As for books, I'd also suggest the Inquisitor's handbook. It was the first to introduce certain concepts such as special background packages, level substitutions, and so on. It also has a smorgasbord of weapons and tools, and was the first to introduce the Sisters - personally, I prefer their advancement scheme to the ones in Blood of Martyrs, but maybe it's just me ;) .

Well, it's a different approach that the new DH books have in common. The new careers are all a little more powerful than the original ones, which actually makes more sense to me. For instance, launching a new campaign my player characters start at rank 3 the very least. And I don't cling to the equipment rules either, I don't know any GM who does.

@ShadowFighter88 - well, they start with some prety nice armor in IH as well - carapace body armor and mesh cowl. Still, power armor and bolter at level 1 - get serious, guys :) . Heck, I thought the hospitaller carapace was pushing it (and imo it does), but power armor at level 1?
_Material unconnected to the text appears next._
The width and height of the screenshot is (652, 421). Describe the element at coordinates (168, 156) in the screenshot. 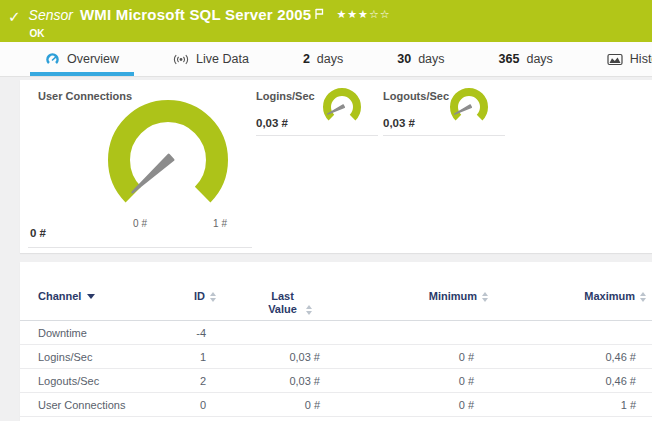

I see `user-connections-gauge-dial` at that location.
Yeah, but still - at least if the IH Sister takes the carapace armour and mesh cowl, that's just covering her head and body. Even if you take the BoM Sister's power armour away she's still got the armoured robe those guys in the afore-linked video mentioned which gives her AP3 all-round (except for her head, I expect).

EDIT:

Well, it's a different approach that the new DH books have in common. The new careers are all a little more powerful than the original ones, which actually makes more sense to me. For instance, launching a new campaign my player characters start at rank 3 the very least. And I don't cling to the equipment rules either, I don't know any GM who does.

What's wrong with the equipment rules, anyway?

Screw Dark Heresy, go for BlackCrusade! As far as I can see, it does have the better rules.

I actually try to change one of my groups to BC and will offer BC to the other one once their DH characters reached 8th rank.